BLESSING THE SEA – ISSUE 14, May 2022 “Strategic Passivity as a Spiritual Practice”

Kashintei Tea House, Portland Japanese Garden © Lane Igoudin, 2022

When my older child entered the teenage years, I had to radically change my parenting style. I was still very much hands-on: getting between them and their schoolwork, intervening in the fights between them and their friends. (I must confess, I am a bit of a Yiddishe mame, trapped in a male body.)

It wasn’t working. And it took me time to realize that I needed to step back. The Lord has set a certain path for that teen, and they have to learn to follow it. . .

This is an excerpt from my latest article for Applied Jewish Spirituality, which recounts an age-long tradition of practicing wise, strategic passivity, stretching from Lao Tzu to Leo Tolstoy to contemporary Mussar teachers.

This non-doing approach is so contrary to the way many of us live, myself included – engaged in a multitude of activities, while trying to give our best to each one, and feeling overextended and overwhelmed.

Yet it often opens a path to making better, wiser choices, appreciating your life, and re-affirming your holiness. [. . .]

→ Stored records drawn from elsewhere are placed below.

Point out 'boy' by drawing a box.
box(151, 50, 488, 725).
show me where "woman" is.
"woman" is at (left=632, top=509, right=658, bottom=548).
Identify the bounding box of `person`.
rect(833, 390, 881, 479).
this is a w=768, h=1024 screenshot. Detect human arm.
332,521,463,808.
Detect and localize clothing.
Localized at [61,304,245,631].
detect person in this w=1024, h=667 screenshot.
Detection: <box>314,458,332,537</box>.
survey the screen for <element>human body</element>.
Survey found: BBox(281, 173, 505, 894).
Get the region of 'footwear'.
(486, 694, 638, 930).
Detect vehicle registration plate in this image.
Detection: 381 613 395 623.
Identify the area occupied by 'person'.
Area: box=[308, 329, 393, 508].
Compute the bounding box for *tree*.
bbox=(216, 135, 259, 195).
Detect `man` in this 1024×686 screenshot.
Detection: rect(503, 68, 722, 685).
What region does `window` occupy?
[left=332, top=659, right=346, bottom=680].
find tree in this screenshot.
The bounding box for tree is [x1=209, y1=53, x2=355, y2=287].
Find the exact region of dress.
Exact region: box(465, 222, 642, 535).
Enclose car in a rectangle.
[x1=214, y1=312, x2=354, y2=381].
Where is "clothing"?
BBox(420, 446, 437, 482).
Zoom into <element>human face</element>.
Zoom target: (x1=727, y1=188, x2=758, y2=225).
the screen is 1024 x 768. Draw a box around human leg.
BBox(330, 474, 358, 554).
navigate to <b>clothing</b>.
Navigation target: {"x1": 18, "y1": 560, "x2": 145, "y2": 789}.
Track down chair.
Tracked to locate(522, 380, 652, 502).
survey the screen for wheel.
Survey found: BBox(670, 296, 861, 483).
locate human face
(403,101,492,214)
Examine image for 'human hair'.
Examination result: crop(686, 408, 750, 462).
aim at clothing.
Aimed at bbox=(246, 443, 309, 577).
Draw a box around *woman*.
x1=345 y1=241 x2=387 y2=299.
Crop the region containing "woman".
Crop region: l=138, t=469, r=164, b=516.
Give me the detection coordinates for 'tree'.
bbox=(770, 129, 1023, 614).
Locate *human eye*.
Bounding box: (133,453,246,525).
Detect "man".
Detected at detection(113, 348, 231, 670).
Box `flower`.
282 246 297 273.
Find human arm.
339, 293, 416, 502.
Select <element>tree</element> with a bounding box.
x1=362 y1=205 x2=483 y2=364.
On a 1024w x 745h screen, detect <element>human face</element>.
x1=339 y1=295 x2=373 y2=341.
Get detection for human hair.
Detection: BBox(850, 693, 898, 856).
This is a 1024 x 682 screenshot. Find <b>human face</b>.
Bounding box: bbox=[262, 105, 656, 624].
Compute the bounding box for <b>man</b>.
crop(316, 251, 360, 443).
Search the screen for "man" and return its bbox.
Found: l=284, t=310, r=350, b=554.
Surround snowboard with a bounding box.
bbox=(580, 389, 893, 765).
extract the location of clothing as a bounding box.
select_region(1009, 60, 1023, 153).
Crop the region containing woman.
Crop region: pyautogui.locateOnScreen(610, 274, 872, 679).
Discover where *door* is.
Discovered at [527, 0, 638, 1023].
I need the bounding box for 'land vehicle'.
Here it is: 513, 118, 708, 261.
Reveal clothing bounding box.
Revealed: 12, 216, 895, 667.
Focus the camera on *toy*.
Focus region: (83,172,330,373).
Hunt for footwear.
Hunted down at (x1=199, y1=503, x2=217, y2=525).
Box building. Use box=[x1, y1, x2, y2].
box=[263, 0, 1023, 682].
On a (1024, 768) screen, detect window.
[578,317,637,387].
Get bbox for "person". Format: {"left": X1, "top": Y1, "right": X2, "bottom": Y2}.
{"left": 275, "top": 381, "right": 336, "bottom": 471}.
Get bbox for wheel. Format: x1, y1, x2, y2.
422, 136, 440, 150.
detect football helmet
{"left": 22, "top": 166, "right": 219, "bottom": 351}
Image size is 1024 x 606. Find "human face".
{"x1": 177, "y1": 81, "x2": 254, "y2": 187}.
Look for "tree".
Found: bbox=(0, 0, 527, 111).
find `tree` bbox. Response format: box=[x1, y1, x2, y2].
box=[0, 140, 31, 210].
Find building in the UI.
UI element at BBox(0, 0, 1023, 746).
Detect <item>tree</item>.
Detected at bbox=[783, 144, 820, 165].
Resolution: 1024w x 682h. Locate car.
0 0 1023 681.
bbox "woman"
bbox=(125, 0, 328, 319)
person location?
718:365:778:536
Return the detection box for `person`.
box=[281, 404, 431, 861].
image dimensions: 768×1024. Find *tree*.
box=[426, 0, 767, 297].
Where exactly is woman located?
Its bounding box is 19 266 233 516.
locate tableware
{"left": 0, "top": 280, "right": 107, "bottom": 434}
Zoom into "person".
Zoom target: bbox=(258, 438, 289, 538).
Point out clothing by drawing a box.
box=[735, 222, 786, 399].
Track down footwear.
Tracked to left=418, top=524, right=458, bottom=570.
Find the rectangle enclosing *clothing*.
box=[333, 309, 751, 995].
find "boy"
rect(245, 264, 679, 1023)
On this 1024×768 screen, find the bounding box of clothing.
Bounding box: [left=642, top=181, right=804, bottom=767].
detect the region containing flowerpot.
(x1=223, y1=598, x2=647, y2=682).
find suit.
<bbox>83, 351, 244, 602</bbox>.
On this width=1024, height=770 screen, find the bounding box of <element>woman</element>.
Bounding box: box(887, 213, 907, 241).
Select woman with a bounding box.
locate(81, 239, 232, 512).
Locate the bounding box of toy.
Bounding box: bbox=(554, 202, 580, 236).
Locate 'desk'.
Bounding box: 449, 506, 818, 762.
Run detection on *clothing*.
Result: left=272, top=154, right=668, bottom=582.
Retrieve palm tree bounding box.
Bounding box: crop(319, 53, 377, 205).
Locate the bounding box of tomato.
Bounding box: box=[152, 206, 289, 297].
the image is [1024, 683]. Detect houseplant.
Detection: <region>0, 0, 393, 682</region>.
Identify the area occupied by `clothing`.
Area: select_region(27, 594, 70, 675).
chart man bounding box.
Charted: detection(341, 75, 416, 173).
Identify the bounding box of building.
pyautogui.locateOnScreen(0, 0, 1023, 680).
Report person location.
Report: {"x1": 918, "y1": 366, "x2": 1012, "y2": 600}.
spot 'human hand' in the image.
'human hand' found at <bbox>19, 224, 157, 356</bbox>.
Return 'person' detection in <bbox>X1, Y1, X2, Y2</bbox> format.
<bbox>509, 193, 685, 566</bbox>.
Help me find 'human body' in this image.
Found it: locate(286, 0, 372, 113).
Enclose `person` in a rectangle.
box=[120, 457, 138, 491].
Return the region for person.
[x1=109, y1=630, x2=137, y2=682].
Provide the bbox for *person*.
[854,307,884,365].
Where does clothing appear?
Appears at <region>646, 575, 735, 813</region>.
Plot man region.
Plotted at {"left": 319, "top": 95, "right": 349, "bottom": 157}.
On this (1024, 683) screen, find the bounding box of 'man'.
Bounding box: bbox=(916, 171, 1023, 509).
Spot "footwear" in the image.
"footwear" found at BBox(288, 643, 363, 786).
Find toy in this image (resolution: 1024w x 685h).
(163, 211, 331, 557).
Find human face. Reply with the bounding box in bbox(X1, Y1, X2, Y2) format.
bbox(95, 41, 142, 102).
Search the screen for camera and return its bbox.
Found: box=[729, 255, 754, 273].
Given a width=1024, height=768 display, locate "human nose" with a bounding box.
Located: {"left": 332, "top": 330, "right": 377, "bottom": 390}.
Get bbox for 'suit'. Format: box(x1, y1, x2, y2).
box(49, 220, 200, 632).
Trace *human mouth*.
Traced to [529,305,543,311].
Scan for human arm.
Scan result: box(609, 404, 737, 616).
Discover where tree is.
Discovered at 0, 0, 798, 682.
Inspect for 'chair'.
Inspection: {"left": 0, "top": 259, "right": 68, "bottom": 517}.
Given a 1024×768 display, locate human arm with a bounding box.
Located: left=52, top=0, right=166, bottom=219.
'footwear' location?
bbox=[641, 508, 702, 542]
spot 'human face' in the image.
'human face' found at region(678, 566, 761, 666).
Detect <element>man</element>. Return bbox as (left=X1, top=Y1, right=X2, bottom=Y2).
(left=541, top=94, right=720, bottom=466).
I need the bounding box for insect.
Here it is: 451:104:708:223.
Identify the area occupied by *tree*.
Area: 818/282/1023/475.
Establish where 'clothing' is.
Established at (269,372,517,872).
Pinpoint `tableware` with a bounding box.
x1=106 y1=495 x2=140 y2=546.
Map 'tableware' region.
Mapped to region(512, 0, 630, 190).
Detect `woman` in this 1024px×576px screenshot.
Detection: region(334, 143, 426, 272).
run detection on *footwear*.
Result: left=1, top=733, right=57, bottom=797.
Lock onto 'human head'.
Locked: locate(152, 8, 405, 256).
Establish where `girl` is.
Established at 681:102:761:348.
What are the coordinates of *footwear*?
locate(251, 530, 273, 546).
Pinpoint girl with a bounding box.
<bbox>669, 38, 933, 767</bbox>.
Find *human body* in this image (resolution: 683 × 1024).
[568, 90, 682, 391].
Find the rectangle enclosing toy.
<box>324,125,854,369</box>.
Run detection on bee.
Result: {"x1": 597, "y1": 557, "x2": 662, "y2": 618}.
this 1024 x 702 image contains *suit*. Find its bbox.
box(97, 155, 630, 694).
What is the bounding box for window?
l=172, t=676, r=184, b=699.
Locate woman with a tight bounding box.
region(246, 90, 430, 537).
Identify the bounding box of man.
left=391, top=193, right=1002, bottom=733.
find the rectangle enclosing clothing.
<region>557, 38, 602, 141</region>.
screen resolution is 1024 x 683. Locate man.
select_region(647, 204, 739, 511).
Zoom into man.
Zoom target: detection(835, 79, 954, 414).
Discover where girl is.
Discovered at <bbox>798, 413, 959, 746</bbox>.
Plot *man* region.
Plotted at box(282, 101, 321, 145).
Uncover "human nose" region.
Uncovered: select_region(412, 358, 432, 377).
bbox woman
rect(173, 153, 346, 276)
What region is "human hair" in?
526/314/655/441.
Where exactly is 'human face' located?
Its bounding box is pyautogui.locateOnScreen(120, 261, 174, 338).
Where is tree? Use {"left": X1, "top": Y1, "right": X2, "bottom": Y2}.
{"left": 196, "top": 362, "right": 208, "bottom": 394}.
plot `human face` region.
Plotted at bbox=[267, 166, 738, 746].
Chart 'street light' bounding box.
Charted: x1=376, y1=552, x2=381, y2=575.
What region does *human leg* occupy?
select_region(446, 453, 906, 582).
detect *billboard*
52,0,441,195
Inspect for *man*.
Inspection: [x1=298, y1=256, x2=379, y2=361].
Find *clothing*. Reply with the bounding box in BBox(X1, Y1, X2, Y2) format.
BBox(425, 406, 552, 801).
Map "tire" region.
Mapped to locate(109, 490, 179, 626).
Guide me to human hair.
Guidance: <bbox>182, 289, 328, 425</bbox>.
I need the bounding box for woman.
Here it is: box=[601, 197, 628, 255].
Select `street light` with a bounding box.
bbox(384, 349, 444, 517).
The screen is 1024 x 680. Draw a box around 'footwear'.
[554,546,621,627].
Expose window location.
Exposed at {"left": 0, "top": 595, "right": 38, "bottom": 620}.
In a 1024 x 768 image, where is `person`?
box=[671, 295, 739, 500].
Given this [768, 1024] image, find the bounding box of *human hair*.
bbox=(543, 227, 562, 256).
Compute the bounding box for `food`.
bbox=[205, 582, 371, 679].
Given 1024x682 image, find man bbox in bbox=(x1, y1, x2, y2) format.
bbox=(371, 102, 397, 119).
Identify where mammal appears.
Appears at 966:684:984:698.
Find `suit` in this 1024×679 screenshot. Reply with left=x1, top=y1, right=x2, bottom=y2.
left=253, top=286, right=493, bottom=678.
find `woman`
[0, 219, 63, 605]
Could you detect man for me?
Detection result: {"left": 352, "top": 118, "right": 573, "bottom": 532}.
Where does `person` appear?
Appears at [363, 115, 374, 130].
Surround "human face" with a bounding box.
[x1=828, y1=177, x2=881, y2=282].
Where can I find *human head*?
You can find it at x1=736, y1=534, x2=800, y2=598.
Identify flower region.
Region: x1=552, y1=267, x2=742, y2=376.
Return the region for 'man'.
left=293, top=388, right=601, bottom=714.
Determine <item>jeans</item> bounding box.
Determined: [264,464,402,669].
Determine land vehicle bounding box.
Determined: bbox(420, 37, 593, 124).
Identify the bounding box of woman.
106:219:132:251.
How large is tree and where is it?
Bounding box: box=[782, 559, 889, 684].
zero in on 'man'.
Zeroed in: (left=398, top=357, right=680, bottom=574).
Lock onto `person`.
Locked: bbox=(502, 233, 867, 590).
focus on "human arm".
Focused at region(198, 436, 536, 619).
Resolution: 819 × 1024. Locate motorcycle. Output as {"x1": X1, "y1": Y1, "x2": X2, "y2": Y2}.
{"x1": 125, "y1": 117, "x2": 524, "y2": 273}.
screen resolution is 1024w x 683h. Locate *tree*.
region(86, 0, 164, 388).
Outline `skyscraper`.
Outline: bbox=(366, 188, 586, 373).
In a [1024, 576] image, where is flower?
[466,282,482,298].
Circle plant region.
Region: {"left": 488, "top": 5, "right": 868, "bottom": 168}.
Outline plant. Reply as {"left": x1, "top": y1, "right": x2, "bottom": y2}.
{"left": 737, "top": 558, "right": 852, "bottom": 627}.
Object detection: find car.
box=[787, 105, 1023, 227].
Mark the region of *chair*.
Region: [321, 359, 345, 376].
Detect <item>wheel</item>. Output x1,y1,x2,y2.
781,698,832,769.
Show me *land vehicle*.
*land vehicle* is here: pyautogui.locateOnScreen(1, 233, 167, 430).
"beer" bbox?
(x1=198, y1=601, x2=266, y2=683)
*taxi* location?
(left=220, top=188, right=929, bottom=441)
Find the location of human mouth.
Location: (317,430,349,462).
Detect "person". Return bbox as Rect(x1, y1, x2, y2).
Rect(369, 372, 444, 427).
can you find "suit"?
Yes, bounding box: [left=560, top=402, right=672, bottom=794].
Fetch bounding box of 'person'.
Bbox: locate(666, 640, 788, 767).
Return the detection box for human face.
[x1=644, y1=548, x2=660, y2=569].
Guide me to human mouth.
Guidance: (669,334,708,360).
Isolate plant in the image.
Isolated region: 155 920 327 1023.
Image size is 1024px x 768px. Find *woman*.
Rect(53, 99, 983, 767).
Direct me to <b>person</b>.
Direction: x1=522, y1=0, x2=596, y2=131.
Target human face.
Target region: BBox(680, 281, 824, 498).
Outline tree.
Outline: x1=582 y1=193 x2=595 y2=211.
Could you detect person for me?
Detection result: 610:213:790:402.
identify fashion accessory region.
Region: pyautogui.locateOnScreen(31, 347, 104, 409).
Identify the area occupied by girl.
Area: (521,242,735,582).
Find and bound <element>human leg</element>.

Speaking of Tolstoy, few people in the West know that Russia’s greatest writer was a steadfast pacifist, a devout Christian (excommunicated by the church for criticizing it), and a student of Eastern philosophies, including Tao and Buddhism.

In his essay “Non-Activity” (1893), Tolstoy called for non-doing and resistance in a materialistic world, where “the greatest villains of mankind have always been particularly busy and preoccupied, not leaving a moment to stay with themselves without occupation or amusements.”

I wonder what he’d say today about the deplorable invasion of Ukraine.

The first thing to come out of the box was a pure white shirt. Marguerite planted the shirt nervously, but in accordance with the manual. And after that, she planted, carefully, one by one, each of the other items that came out of the box. . .

Aoka Matsuda’s “Planting” is a devastatingly simple, strange, and uplifting piece, much like “The Little Prince.” It first appeared in a volume benefitting the survivors of the Japanese tsunami of 2011, and resonates powerfully after other disasters that have befallen the humanity since.

In my personal news, in March, I moderated a panel on community college literary journals at a national writers’ conference in Philadelphia (AWP 2022) and participated in a literary reading hosted at the conference.

Meanwhile, my advice piece for fellow writers on how to search for literary agents appeared in the California Writers Club bulletin.

Taking learning to the next step – teaching, I’ve just completed training at The Mussar Institute (TMI) to be a community Mussar group facilitator. Prior to it, I’d taken 3 foundational TMI courses. Mussar is a self-improvement system, based on the teachings of the Torah and of many Jewish thinkers over the last two millennia, for living a spiritually meaningful and ethical life. It has influenced my thinking and writing a great deal, and with this certification, I am looking forward to teaching it in a Jewish or non-Jewish setting … one day.

Not everything I planted this spring came to blossom, but I did what I could, and I stepped back. I wish you the same. Spring is still here. Take time to enjoy its smells, sounds, and colors!